The “backfly” is a maneuver to fly a flexible kite backwards by acting on the trailing edge. On a 4 lines kite we act on the two back lines as “full brakes” to obtain a “backfly”. Quick chained steps are made: releasing, pulling, releasing, pulling, in order to control the fast descent.
The topic Vertical trajectory for yo-yo AWES? mentions this not orthodox way of flight without using the “backfly” term.
Now there is some videos about flyback below:
The video below perfectly shows a backfly, at 8:10, the pilot saying “full brakes”, then a complete cycle upward flight and flyback between 8:30 and 8:42 (note that the speed of the kite is roughly the same during upward flight and flyback while the kite is fully depowered during flyback):
I verified the full depower during the flyback (low quality video as I both piloted and filmed):
The control of a flyback should be possible by automated management, using suitable algorithms and tests.
For AWE it could be a way to realize a full yo-yo mode, the kite flying upward during reel-out power phase, then flying backfly during reel-in depower phase. This sort of trajectory can allow the kite to stay in its lane. So A kite-farm maximizing the space and land use, mitigating entanglement risk, is more possible.
In the sketch below a fictional huge kite (span = tether length) is replacing with several kites side by side.

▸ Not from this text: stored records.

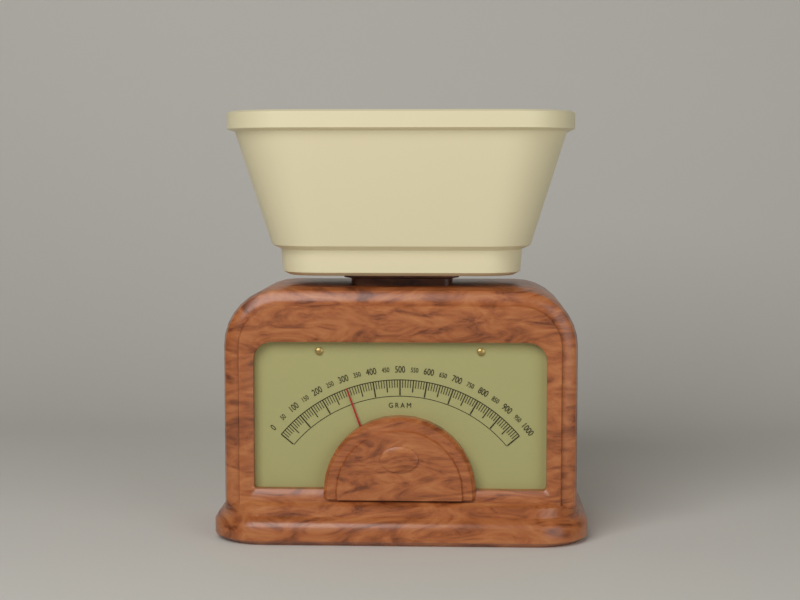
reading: 300 g
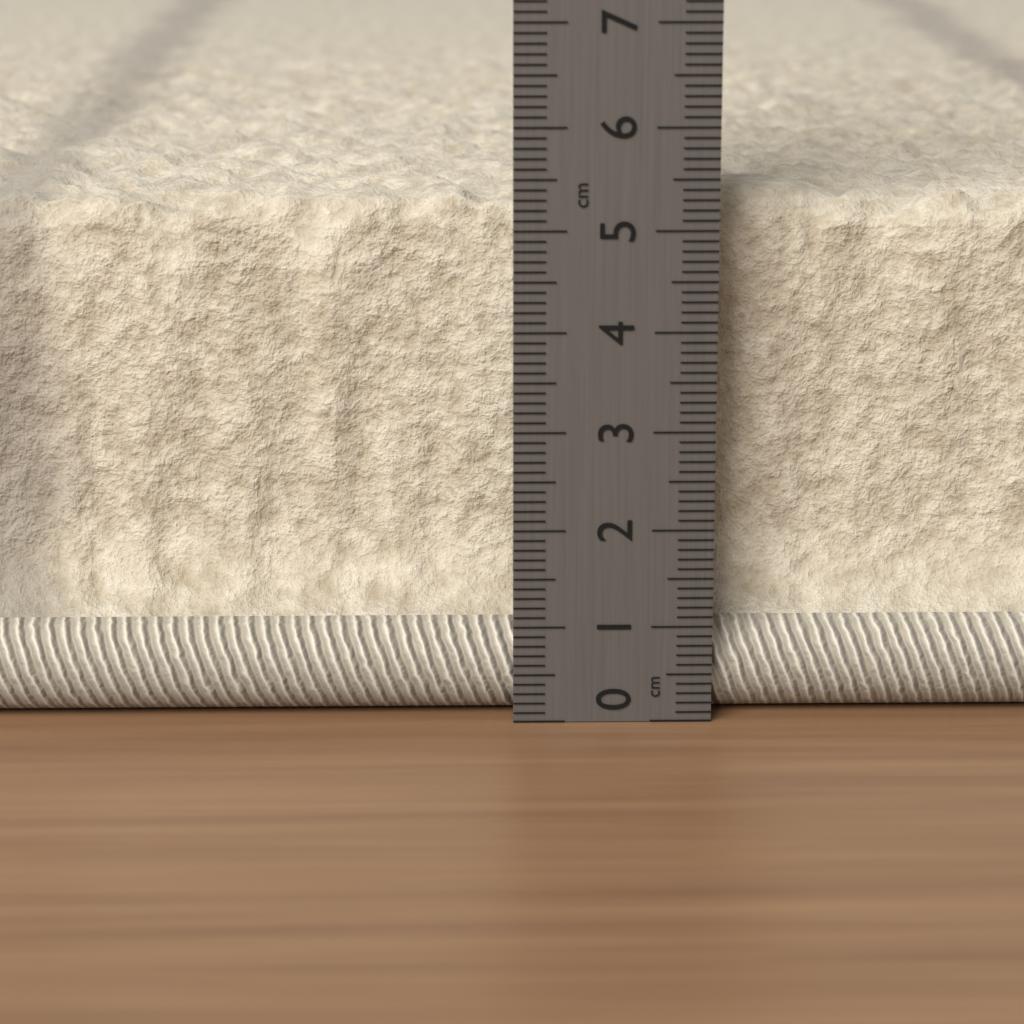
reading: 5.3 cm
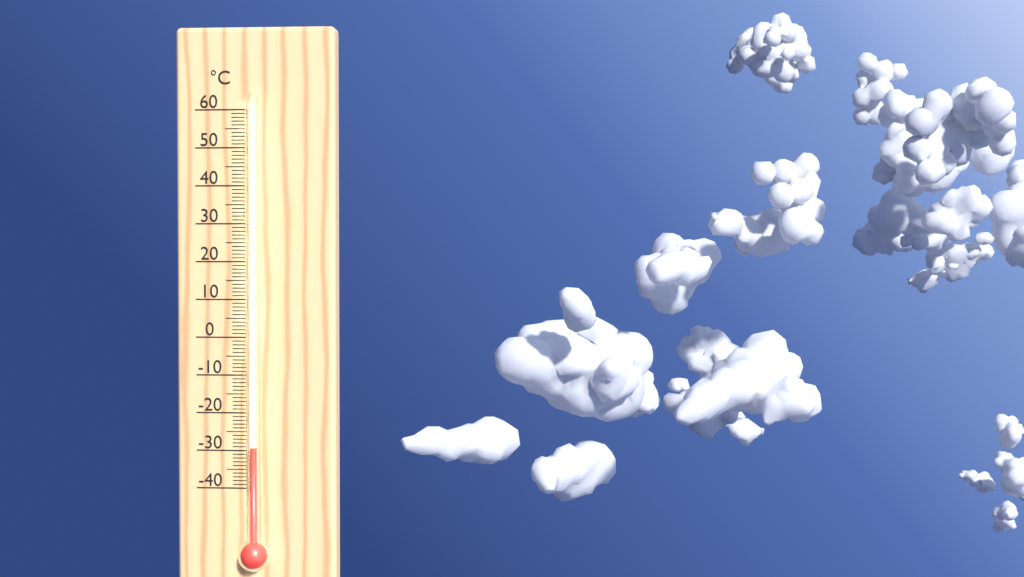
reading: -29 °C
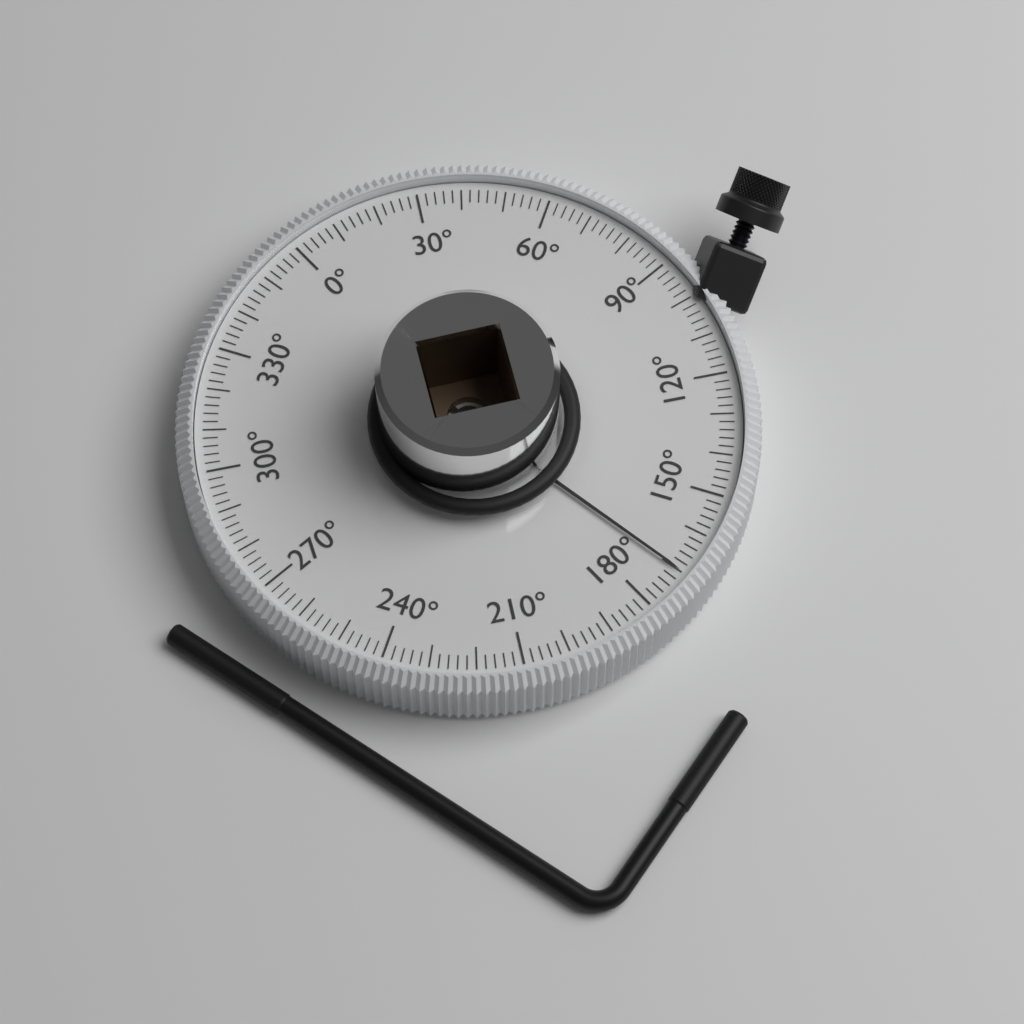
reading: 170 °
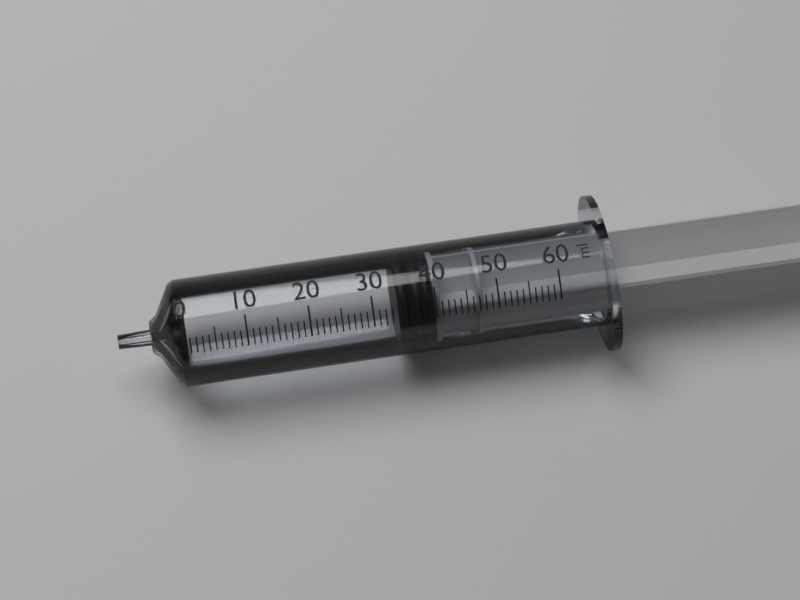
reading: 34 ml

To borrow an image, let’s say that the space occupied by an AWES farm is like a racetrack or an athletics track, with lanes for each of the participants. If all participants use their respective lanes by using something similar to vertical path, the race can take place. If only one participant uses something like eight-figure with large radius turns he will have to encroach on the neighboring lanes, and the race cannot take place.